You don’t have to be anti-science to question science in the hands of men who care more for profit. We are told by the corporate-owned press that anodynes found in nature are bad and those concocted in a lab are good — why? There’s no money in nature. In Dallas Buyers Club, a very unlikely radical and hero, ne’er-do-well Ron Woodroof (Matthew McConaughey), takes on the FDA and the medical establishment itself. It’s 1985, and Woodroof, a drug user, frequenter of prostitutes, and general scoundrel, is diagnosed with HIV. Woodroof, a reflexive homophobe, balks at this: Back then, HIV and AIDS were considered “the gay plague.” Woodroof is not, at first glance, a conventional hero — and indeed he continues to be crude and abrasive. Dying doesn’t really change him; it just makes him angrier, more passionate to suck any little juice out of life. The great thing about Dallas Buyers Club is that it proves someone can be kind of an asshole and also a great man.

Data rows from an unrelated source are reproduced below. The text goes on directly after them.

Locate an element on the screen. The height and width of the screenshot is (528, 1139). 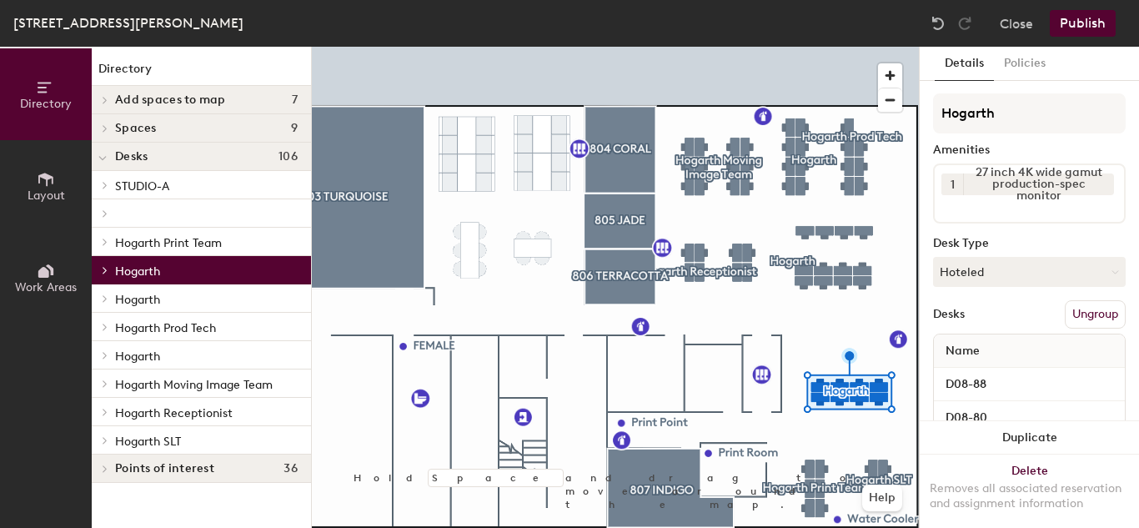
span: Hogarth Receptionist is located at coordinates (173, 413).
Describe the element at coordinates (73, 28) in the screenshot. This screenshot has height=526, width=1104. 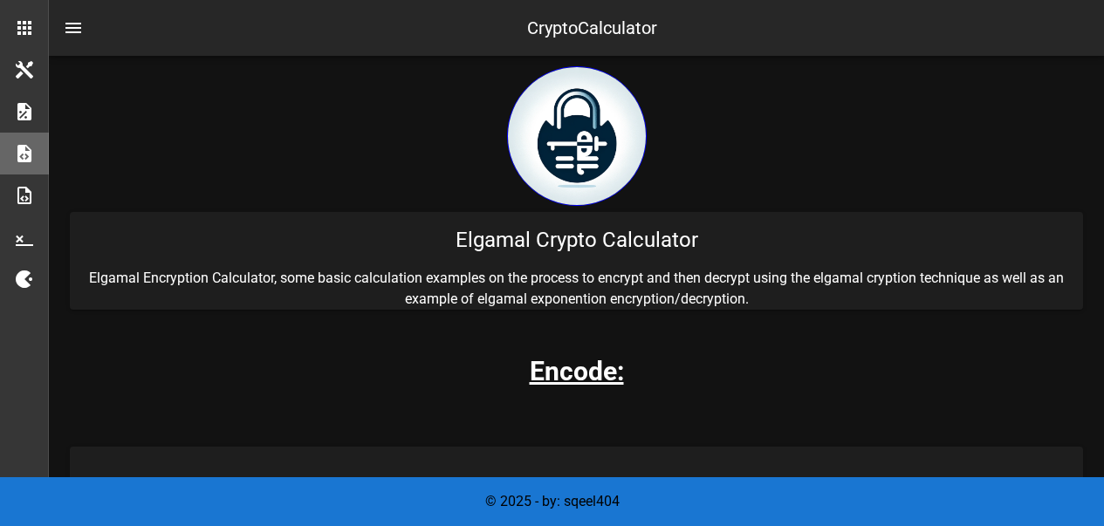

At the hospital, Woodroof is given AZT, the only drug for HIV/AIDS therapy approved by the FDA. It doesn’t help him; it makes him sicker. So he looks outside the box, outside America, and hooks up with a doctor in Mexico (Griffin Dunne) who tells him about various, much less toxic treatments developed in France and other countries. They work, but alas lack the imprimatur of the FDA. Woodroof comes home with a trunk full of vitamins and protein-based serums, and sets up a “buyers club” wherein a $400 membership buys you all the drugs you want. Along the way, everyone tries to shut him down; he’s audited, his inventory is confiscated. But he’ll be damned if he’ll give in. The movie suggests that only an asshole like Woodroof — a single-minded good ol’ boy who drinks and whores around — has the Texas-sized stones to take on the big guns, all while holding off the biggest gun of all (initially given thirty days to live, Woodroof hung on seven more years, until 1992).

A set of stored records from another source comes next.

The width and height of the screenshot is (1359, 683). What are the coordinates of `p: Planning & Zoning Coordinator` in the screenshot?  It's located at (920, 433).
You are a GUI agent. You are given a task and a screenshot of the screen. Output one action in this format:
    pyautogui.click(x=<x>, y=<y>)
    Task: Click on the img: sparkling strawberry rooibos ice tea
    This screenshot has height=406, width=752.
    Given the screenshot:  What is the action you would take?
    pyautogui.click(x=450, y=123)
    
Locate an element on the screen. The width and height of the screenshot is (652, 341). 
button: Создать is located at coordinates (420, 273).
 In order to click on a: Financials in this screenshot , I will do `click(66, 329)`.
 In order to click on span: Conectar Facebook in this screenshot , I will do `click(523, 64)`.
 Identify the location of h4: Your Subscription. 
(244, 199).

Dallas Buyers Club is only tangentially about AIDS; it’s really more for anyone who’s ever laughed bitterly at drug commercials that rattle off long lists of appalling side effects. At times, Americans seem to want to treat their bodies like a garden that they neglect to water and nourish; then, when the garden starts to fail, they dump kerosene all over it and hope that’ll fix it. In this movie, the medical establishment is hawking kerosene, because there’s money in kerosene. Woodroof isn’t a scientist, but he has some common sense and his will to live drives him into the library. Such patients are troublesome to doctors, who may want to be helpful (like the doctor played here by Jennifer Garner who has doubts about AZT) but whose hands are tied. The film says that this is what happens when health care becomes corporatized. Its reach becomes wider but clumsier and often mangles the Hippocratic Code. When all you’re allowed to use is a hammer, every disease becomes a nail.
Fair warning to epileptics and others sensitive to high-pitched noise: at several points in the movie, when Woodroof’s health falters, an intense whine dominates the soundtrack. Otherwise, the direction by Jean-Marc Vallée (The Young Victoria) is unobtrusive and delicate, treating the sometimes clichéd narrative beats with a matter-of-factness that helps put them over. A scene of hostility between one of Woodroof’s homophobic former buddies and Woodroof’s transgender business partner Rayon (Jared Leto) is good for a cleansing laugh, and perhaps not coincidentally this is the first time I’ve been able to tolerate Jared Leto in a movie. Woodroof puts up with Rayon and her Marc Bolan obsession, and words like “faggot” slowly drop out of his conversation, if for no other reason than that gays are now his customer base. To its credit, the movie doesn’t really give Woodroof a big moment of reform; he’s in the buyers club primarily to live and to make a living. He doesn’t want to be a firebrand taking on the Man, but he has to be.
Those who enjoyed Matthew McConaughey in his earlier roles, before he walked in the wilderness of inane romantic comedies for about a decade, have been heartened by his resurgence in meatier roles in Magic Mike, Mud, Bernie, Killer Joe, and probably the upcoming Wolf of Wall Street. It’s been a textbook comeback — the former sexiest-man-alive prince returns, possibly with the makings of a king — and his performance here is likely the jewel in the crown. McConaughey understands men like Woodroof and spends zero time detaching himself from Woodroof’s less savory inclinations or beliefs. Woodroof can be gallant and even whitebread when it suits him, but he never stops being the guy with dirt under his fingernails who bets on the rodeo and likes a lap dance. It’s great character-actor work with the scale of a major star turn, the sort of transformation we saw with regularity in the ’70s but have, by and large, learned to live without. McConaughey’s recent arc to greatness parallels that of the man he’s playing: If someone formerly so disreputable, so unworthy of serious consideration, can do work on this level, what else is possible?